Scott Marlowe wrote:
On Mon, Mar 9, 2009 at 1:55 PM, Mike Charnoky <noky@xxxxxxxxxxx> wrote:
Hello,

I'm looking for some insight on an intermittent PostgreSQL performance
problem that has been very troublesome.  Using PG 8.3.5 on a server
running CentOS 5 2.6.18-8.el5 (Dual Xeon 2.00 GHz, 4 GB RAM, RAID-10
SCSI 600GB array).

The problem in a nutshell is this: on some days, a nightly sampling
process (which reads data from one very large table and writes to
another) runs about 2 orders of magnitude slower and disk IO goes
through the roof.  The sampling process (which starts at 1am and usually
takes ~30 minutes) takes many hours to complete and eventually ends up
interfering with other processes that need to access the database.
Other processes which need to write to the db get backed up and
eventually data gets dropped (ie: in memory queues waiting for db writes
get filled up).

The problem only happens on maybe one or two random days during the
week.  There is generally no other db activity during this time
(pg_stat_activity shows mostly idle connections).  It seems as if db
cache is not being used properly and heavy disk usage results.  Not sure
how to test this assumption.

Details are as follows:

1) The db contains a "raw_data" table which stores on the order of 10-15
million rows per day.  A total of two weeks of data are stored, total
table size is about 40GB (with indices).
2) Every day, a process runs which samples data from the "raw_data"
table and stores it to the "sampled_data" table for long term storage.
The sampling is done across two strata: time of day (time range) and
name of item (text field).  That is, the day is divided into about 5
chunks to ensure that we sample enough data for each chunk of time, for
each item.
3) The sampling process happens in two passes.  The first pass looks at
the data in order to determine the sample size required for each (time
of day, item name).  This consists of running some aggregate queries
over the entire dataset to be sampled (std dev, count, etc).  Sample
sizes are calculated for all items at once for a given chunk of time.
The second pass actually performs random sampling of the data and stores
the samples in the "sampled_data" table.  It is this second pass of the
sampling process that is running about 2 orders of magnitude slower!
4) After the sampling process finishes, the oldest day's worth of data
is deleted from the "raw_data" table.

The sampling query which runs really slow on some days looks something
like this:

INSERT INTO sampled_data
 (item_name, timestmp, ... )
 SELECT item_name, timestmp, ... )
 FROM raw_data
 WHERE timestmp >= ? and timestmp < ?
 AND item_name=?
 AND some_data_field NOTNULL
 ORDER BY random()
 LIMIT ?;

Have you got any other method for doing the sampling that order by
random()?  order by random() is the most inefficient way you could
possibly do this.  If you know the range of say, ids:

select max(id), min(id) from rawtable where timestmp >= ? and timestmp < ?
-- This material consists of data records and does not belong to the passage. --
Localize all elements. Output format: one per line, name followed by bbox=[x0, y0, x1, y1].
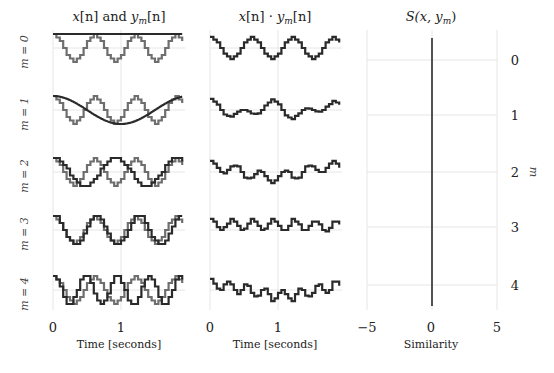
row-label-m1: m = 1 bbox=[18, 97, 31, 131]
row-label-m2: m = 2 bbox=[18, 159, 31, 193]
row-label-m0: m = 0 bbox=[18, 35, 31, 69]
product-signal-m1 bbox=[210, 99, 339, 119]
signals-title: x[n] and ym[n] bbox=[72, 9, 165, 26]
signals-xtick-1: 1 bbox=[117, 320, 125, 335]
signals-xtick-0: 0 bbox=[49, 320, 57, 335]
products-xtick-1: 1 bbox=[274, 320, 282, 335]
similarity-title: S(x, ym) bbox=[406, 9, 457, 26]
similarity-ytick-1: 1 bbox=[511, 108, 519, 123]
row-label-m4: m = 4 bbox=[18, 277, 31, 311]
signals-xlabel: Time [seconds] bbox=[77, 338, 162, 351]
similarity-xtick-5: 5 bbox=[493, 320, 501, 335]
similarity-xtick-neg5: −5 bbox=[357, 320, 376, 335]
products-xlabel: Time [seconds] bbox=[233, 338, 318, 351]
similarity-xtick-0: 0 bbox=[427, 320, 435, 335]
products-xtick-0: 0 bbox=[206, 320, 214, 335]
similarity-ytick-0: 0 bbox=[511, 53, 519, 68]
similarity-ytick-2: 2 bbox=[511, 165, 519, 180]
similarity-xlabel: Similarity bbox=[404, 338, 459, 351]
similarity-ytick-3: 3 bbox=[511, 220, 519, 235]
products-title: x[n] · ym[n] bbox=[239, 9, 312, 26]
figure: x[n] and ym[n] x[n] · ym[n] S(x, ym) m =… bbox=[0, 0, 554, 373]
similarity-ylabel: m bbox=[527, 167, 540, 177]
similarity-ytick-4: 4 bbox=[511, 278, 519, 293]
row-label-m3: m = 3 bbox=[18, 217, 31, 251]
to get it.  Then use a random number generator to generate a list of
ids between those two ids, and select x rows from the database.

select * from rawtable where id in (1000 ids be here);

Will be WAY faster than order by random().

Changes made to postgresql.conf include:
max_connections = 250
shared_buffers = 1024MB
work_mem = 32MB

If you are married to order by random() then you might wanna crank up
work_mem while running that query.  I'd try something in the 128 to
512M range to start with.

Any pointers on how to troubleshoot this?

Try methods that don't involve order by random().